The US gov just made one thing clear: crypto scammers are officially on notice.
Officials at the US Department of Justice announced they have frozen, seized, and initiated forfeiture proceedings on more than $578 million worth of digital assets tied to criminal networks operating across Southeast Asia. The funds were allegedly stolen by Chinese transnational crime groups targeting American victims through fake investment platforms, impersonation schemes, and social media traps.
The seizures were carried out by the District of Columbia’s Scam Center Strike Force — a unit launched in November by US Attorney Jeanine Pirro.
“Seizures of cryptocurrency is one important part of the Scam Center Strike Force’s work,” Pirro said. “Through the legal process, my Office will seek to forfeit these funds and return them to victims to the maximum extent possible.”
Translation: this isn’t about building a government crypto war chest. It’s about clawing money back.
Not for the Strategic Bitcoin Reserve
Pirro’s comments also shut down speculation that the seized crypto would be funneled into the Strategic Bitcoin Reserve established by Donald Trump via executive order in March 2025.
While the US gov is believed to hold massive crypto reserves — data from BitcoinTreasuries.NET estimates authorities may control up to 328,372 Bitcoin through various criminal seizures — there’s been no official confirmation from the White House on the exact size or allocation of that stockpile.

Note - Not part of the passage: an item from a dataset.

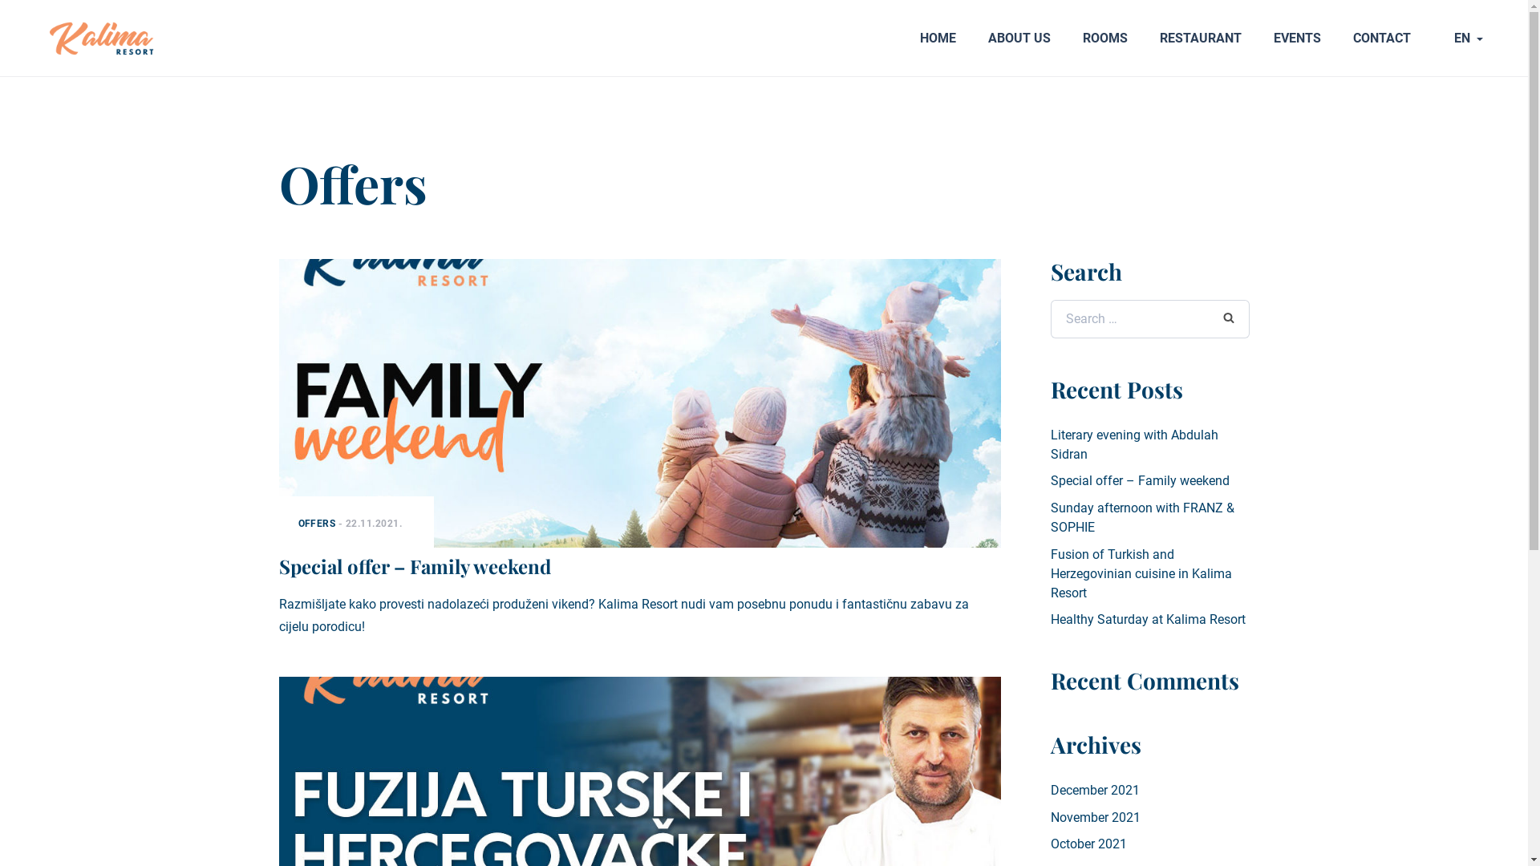 This screenshot has width=1540, height=866. I want to click on Literary evening with Abdulah Sidran, so click(1134, 444).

For now, the DOJ says these latest funds are headed back to victims — not into a federal cold wallet.
Crypto Scams Are Exploding
The timing of the crackdown is no accident.
According to blockchain analytics firm Chainalysis, impersonation scams tied to crypto surged by a staggering 1,400% year over year in 2025. Even more alarming? The average amount stolen per incident jumped roughly 600%.

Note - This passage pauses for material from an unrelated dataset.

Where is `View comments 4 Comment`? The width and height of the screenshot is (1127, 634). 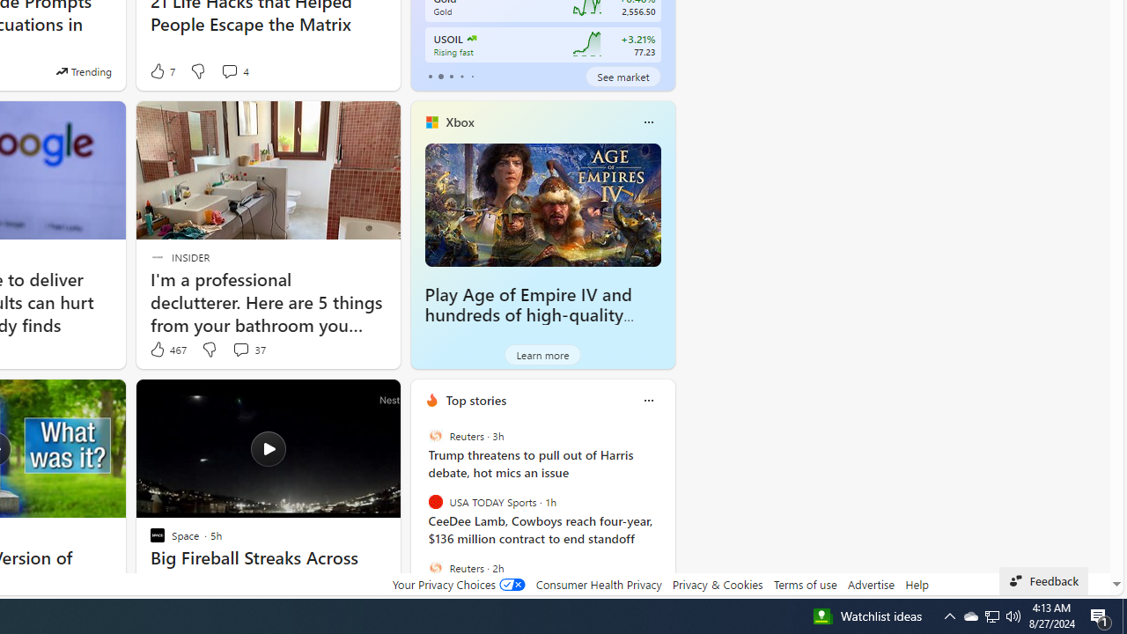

Many of these scams fall under the now-infamous “pig butchering” model — long-con investment schemes where fraudsters build trust over weeks or months before draining victims’ accounts in one brutal sweep.
Some perpetrators have already faced serious consequences. Earlier this month, a U.S. judge sentenced one orchestrator to 20 years in prison for running a $73 million crypto fraud operation that targeted American investors.

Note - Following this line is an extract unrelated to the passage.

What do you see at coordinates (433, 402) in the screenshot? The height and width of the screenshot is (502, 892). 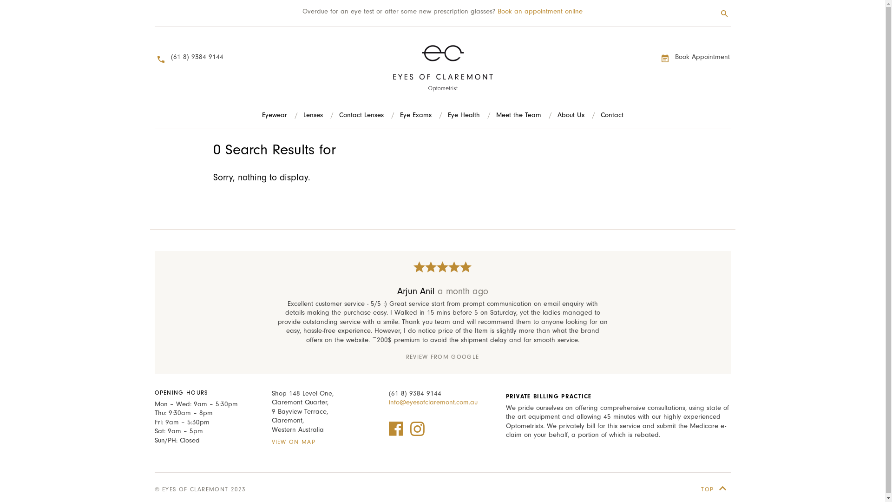 I see `info@eyesofclaremont.com.au` at bounding box center [433, 402].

The message from regulators is clear: enforcement is no longer reactive — it’s aggressive.
The “10 a.m. Bitcoin Dump” Conspiracy
But while the DOJ was freezing wallets, Crypto Twitter found a new villain.
This week, rumors of a so-called “10 a.m. Bitcoin dump” went viral, with traders accusing quantitative trading giant Jane Street of systematically pushing Bitcoin’s price lower at the U.S. market open.
The theory? That Jane Street was executing daily, programmatic sell-offs to suppress price action.
The claims gained momentum just one day after Jane Street was sued by the court-appointed administrator for Terraform Labs. The lawsuit alleges insider trading tied to transactions that worsened the collapse of Terra’s algorithmic stablecoin ecosystem back in May 2022.
That ecosystem — built around TerraUSD and LUNA — imploded spectacularly, wiping out tens of billions in value and triggering one of crypto’s darkest chapters.
Online commentators quickly connected dots, arguing that Jane Street’s trading activity could be masking a larger short position. Some pointed to the firm’s disclosed holdings in BlackRock’s iShares Bitcoin Trust (IBIT), suggesting derivatives hedges might not show up in public filings.
However, market analysts say the data doesn’t support the conspiracy.
Trading patterns show variability, not consistency. Volume doesn’t indicate a single actor controlling the tape. And most importantly: Bitcoin’s market depth is now large enough that no single firm can single-handedly engineer a prolonged bear market without broader macro forces aligning.
In short, it makes for great X content — but thin evidence.
ETF Demand Roars Back
Ironically, while social media was busy hunting for a “final boss,” institutional demand quietly returned.
After five straight weeks of net negative outflows, U.S.-listed spot Bitcoin ETFs flipped back to positive territory. Funds saw over $1 billion in inflows across three consecutive days, including $254 million on Thursday alone, according to Farside Investors data.
That shift suggests something important: despite lawsuits, rumors, and enforcement crackdowns, institutional appetite for Bitcoin isn’t vanishing — it’s recalibrating.
The Bigger Picture
On one side, the DOJ is aggressively targeting transnational crypto fraud. On the other, traders are dissecting market movements for signs of manipulation. Meanwhile, institutions are quietly stacking ETF exposure again.
Crypto in 2026 isn’t just volatile — it’s layered.